Vaho Muskheli grew up in Tbilisi, capital of the Republic of Georgia. Muskheli first studied art at Special Art College of Jacob Nicoladze, a renowned sculptor and student of Roden, and then continued at Georgian State Academy of Fine Arts. After graduation, Vaho Muskheli devoted several years teaching painting to children at the Tbilisi Children’s Art School, and later returned to alma mater as an Art Professor at the Georgian State Academy of Fine Arts. In 1990 Vaho Muskheli was invited to represent Eastern European artists at the Goodwill Games. Since then, Vaho exhibited at the galleries in Seattle and Bellevue, WA.

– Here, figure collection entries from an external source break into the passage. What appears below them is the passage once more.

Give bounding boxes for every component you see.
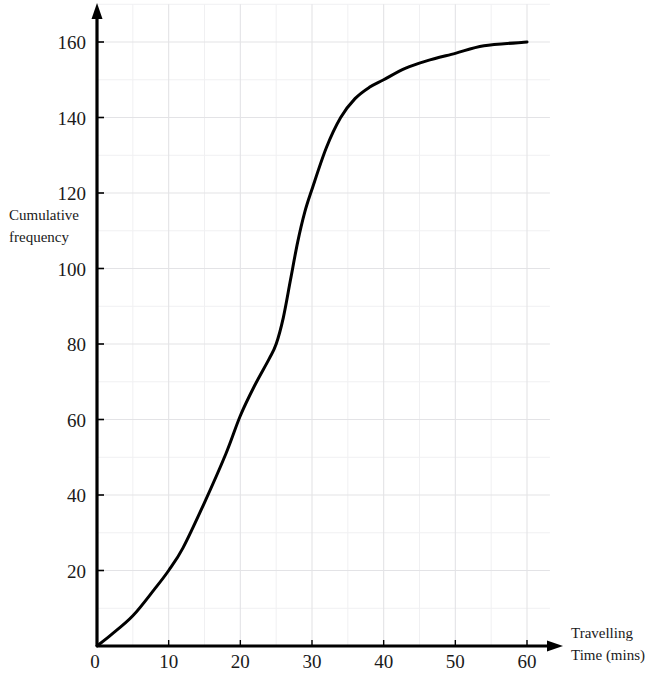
y-axis-tick-label: 120 bbox=[36, 184, 86, 203]
x-axis-tick-label: 40 bbox=[374, 652, 393, 671]
y-axis-title-line-2: frequency bbox=[9, 227, 79, 249]
grid-major bbox=[97, 4, 550, 646]
x-axis-arrow-icon bbox=[547, 641, 563, 652]
y-axis-tick-label: 40 bbox=[36, 486, 86, 505]
x-axis-title-line-1: Travelling bbox=[571, 623, 645, 645]
x-axis-tick-label: 20 bbox=[231, 652, 250, 671]
y-axis-tick-label: 140 bbox=[36, 108, 86, 127]
y-axis-title: Cumulative frequency bbox=[9, 205, 79, 249]
grid-minor bbox=[97, 4, 550, 646]
y-axis-title-line-1: Cumulative bbox=[9, 205, 79, 227]
x-axis-title: Travelling Time (mins) bbox=[571, 623, 645, 667]
x-axis-tick-label: 10 bbox=[159, 652, 178, 671]
y-axis-arrow-icon bbox=[92, 3, 103, 19]
y-axis-tick-label: 160 bbox=[36, 33, 86, 52]
x-axis-title-line-2: Time (mins) bbox=[571, 645, 645, 667]
x-axis-tick-label: 30 bbox=[303, 652, 322, 671]
x-axis-tick-label: 50 bbox=[446, 652, 465, 671]
y-axis-tick-label: 60 bbox=[36, 410, 86, 429]
x-axis-tick-label: 0 bbox=[90, 652, 100, 671]
y-axis-tick-label: 100 bbox=[36, 259, 86, 278]
y-axis-tick-label: 20 bbox=[36, 561, 86, 580]
y-axis-tick-label: 80 bbox=[36, 335, 86, 354]
x-axis-tick-label: 60 bbox=[518, 652, 537, 671]
axis-lines bbox=[92, 3, 564, 652]
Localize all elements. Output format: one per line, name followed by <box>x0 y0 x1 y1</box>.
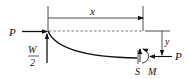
p-right-label: P <box>174 50 182 62</box>
beam-diagram: x P W 2 S M y P <box>0 0 190 79</box>
m-label: M <box>147 66 157 77</box>
s-label: S <box>135 66 140 77</box>
p-left-label: P <box>8 26 16 38</box>
w-denominator-label: 2 <box>30 57 35 68</box>
y-label: y <box>164 36 170 47</box>
moment-arrow <box>142 49 149 63</box>
deflected-beam-curve <box>48 31 137 58</box>
w-label: W <box>28 44 38 55</box>
x-label: x <box>89 5 95 17</box>
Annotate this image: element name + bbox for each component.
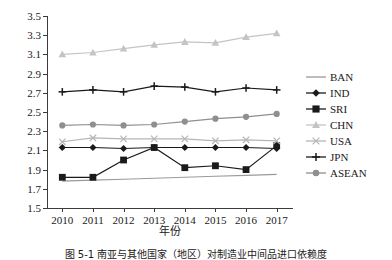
x-axis-line — [47, 208, 293, 209]
figure-caption: 图 5-1 南亚与其他国家（地区）对制造业中间品进口依赖度 — [0, 249, 392, 260]
y-tick-label: 2.3 — [27, 126, 41, 137]
data-point-circle — [59, 122, 65, 128]
legend-item-asean[interactable]: ASEAN — [305, 165, 391, 181]
legend-label: SRI — [330, 103, 347, 115]
x-tick-label: 2017 — [266, 215, 288, 226]
series-lines — [47, 16, 292, 208]
legend-swatch-sri-icon — [305, 102, 327, 116]
legend-label: IND — [330, 87, 350, 99]
data-point-plus — [312, 153, 320, 161]
legend-swatch-jpn-icon — [305, 150, 327, 164]
x-tick-mark — [277, 208, 278, 212]
data-point-square — [120, 157, 127, 164]
data-point-circle — [212, 116, 218, 122]
x-tick-mark — [185, 208, 186, 212]
data-point-square — [151, 144, 158, 151]
plot-area: 1.51.71.92.12.32.52.72.93.13.33.5 201020… — [47, 16, 292, 208]
y-tick-label: 3.3 — [27, 30, 41, 41]
data-point-diamond — [312, 89, 320, 97]
figure-container: 1.51.71.92.12.32.52.72.93.13.33.5 201020… — [0, 0, 392, 260]
data-point-circle — [313, 170, 320, 177]
data-point-diamond — [181, 144, 188, 151]
y-tick-label: 2.7 — [27, 87, 41, 98]
legend-item-ind[interactable]: IND — [305, 85, 391, 101]
data-point-circle — [243, 114, 249, 120]
data-point-circle — [274, 111, 280, 117]
data-point-square — [90, 174, 97, 181]
data-point-square — [181, 164, 188, 171]
y-tick-label: 2.9 — [27, 68, 41, 79]
x-tick-mark — [246, 208, 247, 212]
legend-label: USA — [330, 135, 352, 147]
data-point-square — [312, 105, 319, 112]
y-tick-label: 3.5 — [27, 11, 41, 22]
series-line — [62, 86, 276, 92]
data-point-diamond — [89, 144, 96, 151]
x-tick-mark — [215, 208, 216, 212]
x-tick-label: 2016 — [235, 215, 257, 226]
data-point-plus — [181, 83, 189, 91]
y-tick-label: 1.9 — [27, 164, 41, 175]
data-point-circle — [90, 121, 96, 127]
x-tick-mark — [154, 208, 155, 212]
x-axis-label: 年份 — [47, 226, 293, 238]
legend-item-chn[interactable]: CHN — [305, 117, 391, 133]
x-tick-label: 2015 — [204, 215, 226, 226]
x-tick-mark — [124, 208, 125, 212]
legend-swatch-ban-icon — [305, 70, 327, 84]
data-point-square — [212, 162, 219, 169]
legend-label: BAN — [330, 71, 353, 83]
y-tick-label: 2.1 — [27, 145, 41, 156]
data-point-circle — [151, 121, 157, 127]
x-tick-mark — [93, 208, 94, 212]
data-point-triangle — [273, 29, 281, 36]
legend-swatch-ind-icon — [305, 86, 327, 100]
data-point-plus — [150, 82, 158, 90]
chart-legend: BANINDSRICHNUSAJPNASEAN — [305, 69, 391, 181]
legend-swatch-usa-icon — [305, 134, 327, 148]
data-point-plus — [242, 84, 250, 92]
legend-label: ASEAN — [330, 167, 367, 179]
x-tick-label: 2012 — [113, 215, 135, 226]
series-chn — [59, 29, 281, 57]
series-ind — [59, 144, 281, 152]
data-point-diamond — [120, 145, 127, 152]
y-tick-label: 3.1 — [27, 49, 41, 60]
legend-item-usa[interactable]: USA — [305, 133, 391, 149]
x-tick-label: 2010 — [51, 215, 73, 226]
data-point-circle — [182, 119, 188, 125]
series-asean — [59, 111, 280, 129]
data-point-circle — [120, 122, 126, 128]
data-point-plus — [120, 88, 128, 96]
data-point-plus — [273, 86, 281, 94]
data-point-plus — [59, 88, 67, 96]
y-tick-label: 2.5 — [27, 107, 41, 118]
data-point-plus — [212, 88, 220, 96]
legend-label: JPN — [330, 151, 348, 163]
y-tick-mark — [43, 208, 47, 209]
series-jpn — [59, 82, 281, 95]
data-point-square — [243, 166, 250, 173]
legend-item-sri[interactable]: SRI — [305, 101, 391, 117]
data-point-plus — [89, 86, 97, 94]
data-point-diamond — [242, 144, 249, 151]
x-tick-label: 2011 — [82, 215, 104, 226]
legend-label: CHN — [330, 119, 353, 131]
x-tick-mark — [62, 208, 63, 212]
legend-swatch-chn-icon — [305, 118, 327, 132]
series-usa — [59, 135, 280, 145]
legend-item-jpn[interactable]: JPN — [305, 149, 391, 165]
legend-swatch-asean-icon — [305, 166, 327, 180]
y-tick-label: 1.5 — [27, 203, 41, 214]
legend-item-ban[interactable]: BAN — [305, 69, 391, 85]
data-point-square — [59, 174, 66, 181]
data-point-diamond — [212, 144, 219, 151]
y-tick-label: 1.7 — [27, 183, 41, 194]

Vaho Muskheli combines classical styles in unexpected ways, resulting in a simultaneous sense of recognition and surprise. Muskheli was trained in the tradition of socialist realism, and studied old masters in order to develop his own vision and style. The emotional intensity and mastery of the Muskheli’s works are comparable to ones by Michelangelo, Bosch, Bruegel and the great surrealists. Vaho Muskheli acknowledges: “Michelangelo taught me how to draw, Rembrandt showed me color, and Bruegel taught me how to think. And I found myself in the imaginary realism that fuses the expressiveness of figurative art and a sense of Georgia, her mountains, her waters and her history—all fantastically transformed”.
Vaho Muskheli paints exclusively in oil on canvases of small to monumental format. Over the years Muskheli developed methods and mediums that enable him to express his ideas with swiftness and accuracy while allowing complete freedom of imagination during the painting process. Images appear and disappear, color is laid down layer upon transparent layer. The paintings have jewel-like richness in color and composition.
Vaho’s paintings are held in public and private collections worldwide.